A Northern Maine sporting camp is for sale for $1.1M
By Kathleen O’Brien, Bangor Daily News Staff
A 6-acre sporting camp near Maine’s 100 Mile Wilderness with numerous cabins is for sale for $1.1 million.
Established in 1895, the property, called Buckhorn Camps, sits on more than 6 acres and has 11 buildings on the property. This includes one main cabin, eight cabins of various sizes that the owners rent, an old dining hall called “the hangar,” and a workshop that’s used primarily for storage, said co-owner Katy Wood.
Built in the 1970s, the main three-story lodge has four bedrooms, two and a half bathrooms, a spacious kitchen, living room and great room where guests gather for dinners, Wood said.
The compound is on a peninsula of Jo-Mary Island in the North Maine Woods and is located in T4 Indian Purchase Township, an unorganized territory west of Millinocket. The property has 3,300 feet of frontage on both Lower and Middle Jo-Mary Lake.

FOR SALE — A sporting camp near Maine’s 100 Mile Wilderness is for sale for $1.1 million. The compound is on a peninsula of Jo-Mary Island and has 3,300 feet of frontage on both Lower and Middle Jo-Mary Lake.
There’s no road to the property, meaning it’s accessible only by boat, seaplane or snowmobile in the winter, said Deb Henderson of Realty of Maine, the listing agent for the property.
Some of the cabins are available year-round and cater to a variety of guests, including vacationers, group retreats and those on ice fishing or snowmobiling trips, Henderson said.
Wood and her husband bought the property in 2020 and have since added solar panels, rebuilt the pier and upgraded the cabins’ fixtures, among other improvements. The owners lived on the property year-round for the first few years, but now stay seasonally.

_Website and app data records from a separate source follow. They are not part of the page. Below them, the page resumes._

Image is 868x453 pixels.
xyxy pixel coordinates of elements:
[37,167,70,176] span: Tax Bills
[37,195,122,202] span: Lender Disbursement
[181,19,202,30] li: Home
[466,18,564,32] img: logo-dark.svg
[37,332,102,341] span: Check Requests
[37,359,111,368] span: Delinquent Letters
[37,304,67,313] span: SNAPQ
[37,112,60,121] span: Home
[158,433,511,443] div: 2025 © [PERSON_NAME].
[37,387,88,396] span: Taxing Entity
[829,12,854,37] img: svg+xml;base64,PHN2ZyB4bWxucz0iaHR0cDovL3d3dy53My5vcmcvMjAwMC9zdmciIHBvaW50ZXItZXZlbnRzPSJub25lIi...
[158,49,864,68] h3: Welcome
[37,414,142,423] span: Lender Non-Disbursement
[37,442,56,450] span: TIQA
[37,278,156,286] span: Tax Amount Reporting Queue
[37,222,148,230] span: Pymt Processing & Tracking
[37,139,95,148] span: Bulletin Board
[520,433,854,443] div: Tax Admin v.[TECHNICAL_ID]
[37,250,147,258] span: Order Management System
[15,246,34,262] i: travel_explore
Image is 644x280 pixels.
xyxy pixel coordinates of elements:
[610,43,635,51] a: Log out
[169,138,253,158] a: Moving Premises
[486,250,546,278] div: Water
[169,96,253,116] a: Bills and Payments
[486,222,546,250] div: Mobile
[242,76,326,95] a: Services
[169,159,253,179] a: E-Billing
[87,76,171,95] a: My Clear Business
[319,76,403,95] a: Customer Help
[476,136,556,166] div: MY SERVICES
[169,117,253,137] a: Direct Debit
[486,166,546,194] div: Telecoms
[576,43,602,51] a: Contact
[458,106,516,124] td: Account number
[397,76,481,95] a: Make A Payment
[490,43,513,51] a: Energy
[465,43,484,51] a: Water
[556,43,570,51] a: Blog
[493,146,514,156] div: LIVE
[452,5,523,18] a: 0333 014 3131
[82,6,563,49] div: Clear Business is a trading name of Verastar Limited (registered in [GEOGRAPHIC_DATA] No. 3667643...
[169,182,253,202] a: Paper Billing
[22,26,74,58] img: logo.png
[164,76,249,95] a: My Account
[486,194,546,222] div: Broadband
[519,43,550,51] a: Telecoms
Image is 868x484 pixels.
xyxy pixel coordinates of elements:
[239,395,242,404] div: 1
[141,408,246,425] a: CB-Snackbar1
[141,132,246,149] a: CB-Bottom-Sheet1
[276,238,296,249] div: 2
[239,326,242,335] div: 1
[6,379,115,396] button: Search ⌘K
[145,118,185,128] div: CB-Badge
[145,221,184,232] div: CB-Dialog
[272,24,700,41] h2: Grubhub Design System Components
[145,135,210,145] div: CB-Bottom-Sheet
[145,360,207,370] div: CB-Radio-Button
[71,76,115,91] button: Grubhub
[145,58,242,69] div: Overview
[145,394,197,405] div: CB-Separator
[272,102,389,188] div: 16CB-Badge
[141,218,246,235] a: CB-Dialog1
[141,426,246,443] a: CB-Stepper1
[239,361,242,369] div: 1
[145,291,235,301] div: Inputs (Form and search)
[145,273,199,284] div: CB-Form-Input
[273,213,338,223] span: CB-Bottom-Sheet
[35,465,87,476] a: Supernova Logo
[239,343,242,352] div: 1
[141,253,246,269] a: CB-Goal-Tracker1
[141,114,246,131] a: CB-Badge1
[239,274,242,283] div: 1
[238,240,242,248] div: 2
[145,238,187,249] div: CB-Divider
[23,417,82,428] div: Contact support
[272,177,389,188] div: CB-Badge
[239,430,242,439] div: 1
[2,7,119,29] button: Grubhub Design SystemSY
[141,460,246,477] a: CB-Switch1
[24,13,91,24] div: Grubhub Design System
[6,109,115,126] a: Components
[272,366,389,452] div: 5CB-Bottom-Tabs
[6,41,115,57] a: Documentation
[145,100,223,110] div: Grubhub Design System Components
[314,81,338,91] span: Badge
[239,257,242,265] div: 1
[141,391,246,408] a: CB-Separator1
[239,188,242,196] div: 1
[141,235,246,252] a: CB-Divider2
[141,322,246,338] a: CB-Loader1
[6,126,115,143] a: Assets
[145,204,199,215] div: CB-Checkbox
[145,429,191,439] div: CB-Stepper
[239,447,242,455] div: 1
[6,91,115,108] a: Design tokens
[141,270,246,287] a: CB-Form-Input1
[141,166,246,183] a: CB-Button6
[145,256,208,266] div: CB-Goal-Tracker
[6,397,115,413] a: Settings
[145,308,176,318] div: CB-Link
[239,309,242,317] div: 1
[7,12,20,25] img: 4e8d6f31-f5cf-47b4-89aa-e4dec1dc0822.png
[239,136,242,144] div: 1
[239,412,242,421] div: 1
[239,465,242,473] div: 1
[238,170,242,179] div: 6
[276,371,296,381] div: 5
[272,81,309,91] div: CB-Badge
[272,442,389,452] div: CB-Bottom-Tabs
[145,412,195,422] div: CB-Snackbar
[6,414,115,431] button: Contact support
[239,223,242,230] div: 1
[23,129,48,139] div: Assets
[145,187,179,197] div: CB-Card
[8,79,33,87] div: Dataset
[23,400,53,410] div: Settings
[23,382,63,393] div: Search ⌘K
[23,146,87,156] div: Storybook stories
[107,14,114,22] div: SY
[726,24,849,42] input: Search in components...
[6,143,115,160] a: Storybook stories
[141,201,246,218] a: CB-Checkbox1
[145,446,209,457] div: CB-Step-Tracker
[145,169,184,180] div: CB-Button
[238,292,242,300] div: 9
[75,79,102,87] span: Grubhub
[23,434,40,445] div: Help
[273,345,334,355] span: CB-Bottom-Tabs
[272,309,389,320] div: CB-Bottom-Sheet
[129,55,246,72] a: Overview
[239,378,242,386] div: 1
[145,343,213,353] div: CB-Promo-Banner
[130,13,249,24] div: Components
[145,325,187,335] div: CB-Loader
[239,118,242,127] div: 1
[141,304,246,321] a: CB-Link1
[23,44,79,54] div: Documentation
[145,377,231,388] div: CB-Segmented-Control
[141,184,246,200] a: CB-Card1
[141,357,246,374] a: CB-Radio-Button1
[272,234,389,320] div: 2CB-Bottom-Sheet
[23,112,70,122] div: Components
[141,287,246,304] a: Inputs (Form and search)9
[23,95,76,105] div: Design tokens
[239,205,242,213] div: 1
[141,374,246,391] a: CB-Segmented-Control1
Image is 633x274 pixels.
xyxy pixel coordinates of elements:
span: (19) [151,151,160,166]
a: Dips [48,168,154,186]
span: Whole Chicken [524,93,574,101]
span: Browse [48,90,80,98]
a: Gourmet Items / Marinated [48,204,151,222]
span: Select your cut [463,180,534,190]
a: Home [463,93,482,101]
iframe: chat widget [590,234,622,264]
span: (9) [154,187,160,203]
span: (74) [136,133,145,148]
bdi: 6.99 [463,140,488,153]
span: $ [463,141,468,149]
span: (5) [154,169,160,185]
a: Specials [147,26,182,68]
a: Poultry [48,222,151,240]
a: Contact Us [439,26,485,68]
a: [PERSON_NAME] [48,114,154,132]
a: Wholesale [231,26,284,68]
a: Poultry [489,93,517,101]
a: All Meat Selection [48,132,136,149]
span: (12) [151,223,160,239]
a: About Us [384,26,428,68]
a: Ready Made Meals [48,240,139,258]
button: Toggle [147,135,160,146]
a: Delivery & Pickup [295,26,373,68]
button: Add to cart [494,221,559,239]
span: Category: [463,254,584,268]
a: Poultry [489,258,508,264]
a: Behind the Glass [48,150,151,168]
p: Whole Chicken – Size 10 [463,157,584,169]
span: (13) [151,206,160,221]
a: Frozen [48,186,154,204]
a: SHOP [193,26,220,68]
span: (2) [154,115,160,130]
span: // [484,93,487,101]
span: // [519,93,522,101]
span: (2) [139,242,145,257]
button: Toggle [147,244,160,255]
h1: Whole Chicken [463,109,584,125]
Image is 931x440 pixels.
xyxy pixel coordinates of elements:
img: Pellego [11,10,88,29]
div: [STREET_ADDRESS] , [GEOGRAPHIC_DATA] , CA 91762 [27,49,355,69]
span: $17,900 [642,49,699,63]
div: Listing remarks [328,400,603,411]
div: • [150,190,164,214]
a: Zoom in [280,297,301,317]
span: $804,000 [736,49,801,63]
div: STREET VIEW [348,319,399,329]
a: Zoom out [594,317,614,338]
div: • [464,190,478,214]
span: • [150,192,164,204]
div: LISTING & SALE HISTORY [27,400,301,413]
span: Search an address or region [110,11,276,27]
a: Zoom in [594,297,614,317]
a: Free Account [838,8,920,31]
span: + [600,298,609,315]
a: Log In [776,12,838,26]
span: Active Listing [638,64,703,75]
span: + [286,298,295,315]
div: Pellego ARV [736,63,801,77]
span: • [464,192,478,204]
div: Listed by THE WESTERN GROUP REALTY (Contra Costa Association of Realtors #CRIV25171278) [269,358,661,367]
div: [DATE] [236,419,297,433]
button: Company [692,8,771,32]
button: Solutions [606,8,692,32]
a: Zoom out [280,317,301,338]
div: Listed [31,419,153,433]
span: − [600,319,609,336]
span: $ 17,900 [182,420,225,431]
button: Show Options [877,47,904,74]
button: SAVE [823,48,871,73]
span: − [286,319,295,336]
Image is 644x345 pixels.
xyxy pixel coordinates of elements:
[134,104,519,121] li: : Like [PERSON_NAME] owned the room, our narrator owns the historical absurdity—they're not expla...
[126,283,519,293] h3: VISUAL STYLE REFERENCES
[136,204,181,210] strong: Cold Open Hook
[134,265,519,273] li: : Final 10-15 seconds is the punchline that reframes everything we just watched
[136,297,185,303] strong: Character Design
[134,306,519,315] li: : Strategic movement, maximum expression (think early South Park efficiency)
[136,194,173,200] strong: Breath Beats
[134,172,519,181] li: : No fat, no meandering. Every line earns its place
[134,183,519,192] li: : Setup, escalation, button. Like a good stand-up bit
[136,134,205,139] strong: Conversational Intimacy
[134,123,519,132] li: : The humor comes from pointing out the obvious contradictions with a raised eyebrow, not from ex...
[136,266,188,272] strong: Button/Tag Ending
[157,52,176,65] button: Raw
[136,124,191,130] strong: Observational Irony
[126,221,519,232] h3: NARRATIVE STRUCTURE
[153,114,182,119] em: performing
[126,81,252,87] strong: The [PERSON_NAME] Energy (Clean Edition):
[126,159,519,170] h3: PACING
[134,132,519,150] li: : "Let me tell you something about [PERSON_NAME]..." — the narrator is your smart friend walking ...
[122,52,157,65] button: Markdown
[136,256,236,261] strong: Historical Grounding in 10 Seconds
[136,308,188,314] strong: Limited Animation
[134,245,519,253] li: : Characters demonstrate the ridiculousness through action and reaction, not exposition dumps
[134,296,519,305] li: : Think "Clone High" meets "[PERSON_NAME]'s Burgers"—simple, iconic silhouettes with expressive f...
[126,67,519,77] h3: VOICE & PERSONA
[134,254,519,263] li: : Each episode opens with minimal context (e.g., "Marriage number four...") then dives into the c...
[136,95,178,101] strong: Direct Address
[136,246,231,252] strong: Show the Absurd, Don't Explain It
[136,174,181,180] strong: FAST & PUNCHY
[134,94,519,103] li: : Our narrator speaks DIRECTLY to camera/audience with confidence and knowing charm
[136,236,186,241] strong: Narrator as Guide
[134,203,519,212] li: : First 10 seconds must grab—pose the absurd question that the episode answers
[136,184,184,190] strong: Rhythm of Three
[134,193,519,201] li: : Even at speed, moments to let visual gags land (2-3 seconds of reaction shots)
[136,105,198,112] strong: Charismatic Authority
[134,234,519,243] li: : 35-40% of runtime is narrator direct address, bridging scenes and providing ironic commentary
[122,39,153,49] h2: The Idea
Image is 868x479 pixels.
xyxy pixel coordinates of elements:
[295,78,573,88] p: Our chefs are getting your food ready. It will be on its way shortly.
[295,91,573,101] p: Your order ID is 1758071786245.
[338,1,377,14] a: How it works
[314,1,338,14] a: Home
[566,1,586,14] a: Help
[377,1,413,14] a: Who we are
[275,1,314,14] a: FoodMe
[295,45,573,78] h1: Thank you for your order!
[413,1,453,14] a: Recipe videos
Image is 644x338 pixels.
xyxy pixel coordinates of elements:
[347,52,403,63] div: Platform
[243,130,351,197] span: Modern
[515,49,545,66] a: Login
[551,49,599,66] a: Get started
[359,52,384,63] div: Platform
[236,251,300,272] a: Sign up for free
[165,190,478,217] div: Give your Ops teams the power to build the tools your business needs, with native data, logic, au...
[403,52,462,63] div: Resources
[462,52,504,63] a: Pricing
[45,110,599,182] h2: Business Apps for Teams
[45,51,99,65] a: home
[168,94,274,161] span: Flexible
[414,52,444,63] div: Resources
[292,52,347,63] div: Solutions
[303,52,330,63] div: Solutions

While the campground could remain under a rental structure, Henderson said it could also become a family compound where multiple members of the same family live on the site, as she has seen with similar properties.
Henderson predicted an out-of-state buyer will take over the complex, as waterfront properties have grown to be so expensive that Mainers can’t afford them, she said.
Regardless of why a person buys the property or what they intend to do with it, Wood said the new owner must be someone who is “passionate about the outdoors, wants a legacy property and wants to be a steward of the North Woods.”
“It’ll be someone who’s seeking to truly reconnect with their family and friends and ground themselves in a remote location,” Wood said. “It’s a magical place and there are so many opportunities for the right buyer.”